Raul Sirel
Software Technology and Applications Competence Center
Data mining and data analytics have become increasingly topical during the age of big data. Although providing numerous possibilities, the analysis of large datasets is often limited, because much of the interesting data is presented in the form of free text. The problem can be combated by utilising natural language processing (NLP)—a hybrid research field of computer science and linguistics. Despite of the intriguing perspectives of big data and NLP, several practical issues exist:
- most of the existing methodologies in NLP are usually language-specific and therefore not applicable for processing other languages,
- most of the research in NLP is currently focused on general language (e.g. newspaper articles). This makes it difficult to use the developed methods or models for analysing sublanguages (e.g. tweets or clinical notes),
- when working with sublanguages, it is often the problem that lexical resources (e.g. dictionaries or thesauri) built for general language correspond poorly to the actual language usage. More simply said, they do not contain the terms and concepts characteristic to the sublanguage,
- the existing NLP methods usually require large scale resources in order to be used in dig data analysis (i.e. they are not scalable).

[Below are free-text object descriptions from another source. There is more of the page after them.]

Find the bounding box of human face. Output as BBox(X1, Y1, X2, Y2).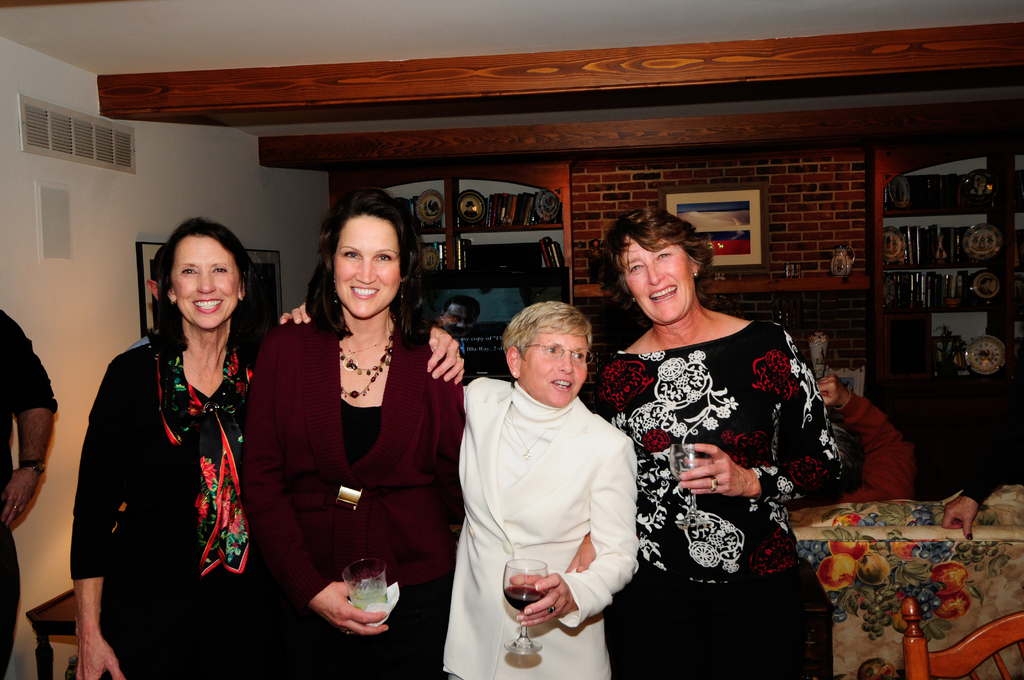
BBox(335, 219, 404, 317).
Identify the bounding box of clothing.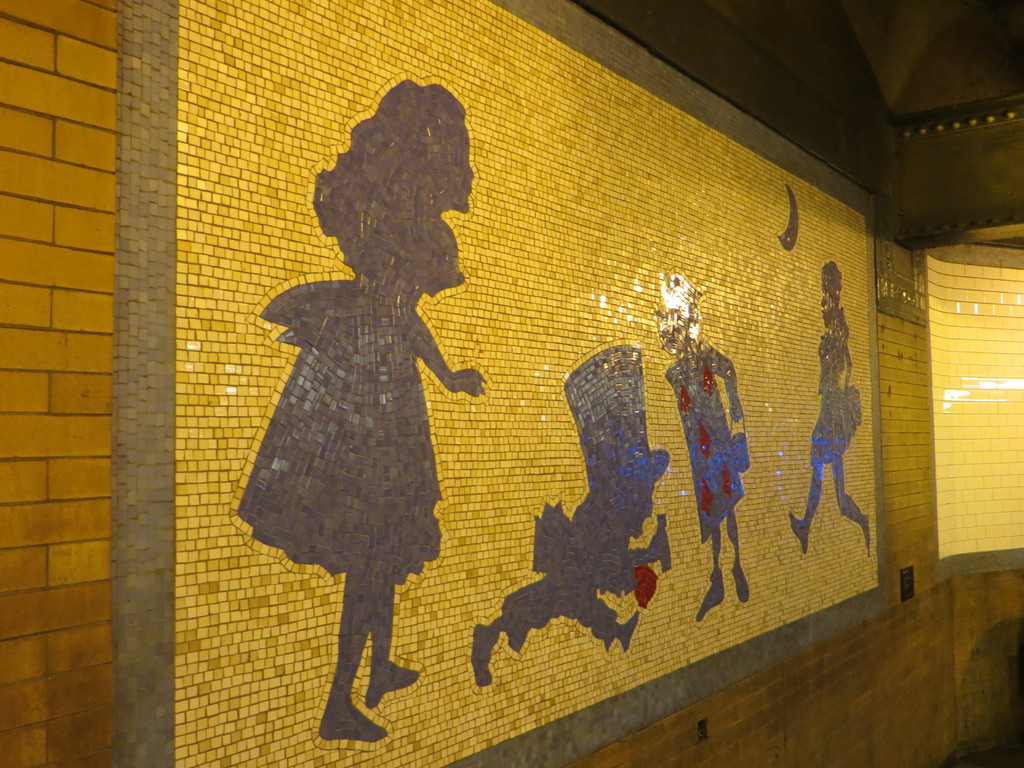
[x1=806, y1=324, x2=860, y2=465].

Thus it was the purpose of this research to develop a flexible software solution for analysing free text datasets that takes into account the linguistic and typological properties of the target (sub)language. As the proposed solution was based on extracting relevant concepts from domain corpora using statistical language models, it does not require existing lexical resources for analysing the texts. The developed software has been packaged as the Terminology EXtraction and Text Analytics (TEXTA) Toolkit, a web-based collection of tools for extracting relevant information from arbitrary free text datasets.
The toolkit is domain independent and can therefore be used for analysing datasets in different (sub)languages. The robustness of the toolkit makes it highly scalable and suitable for processing datasets containing millions of documents.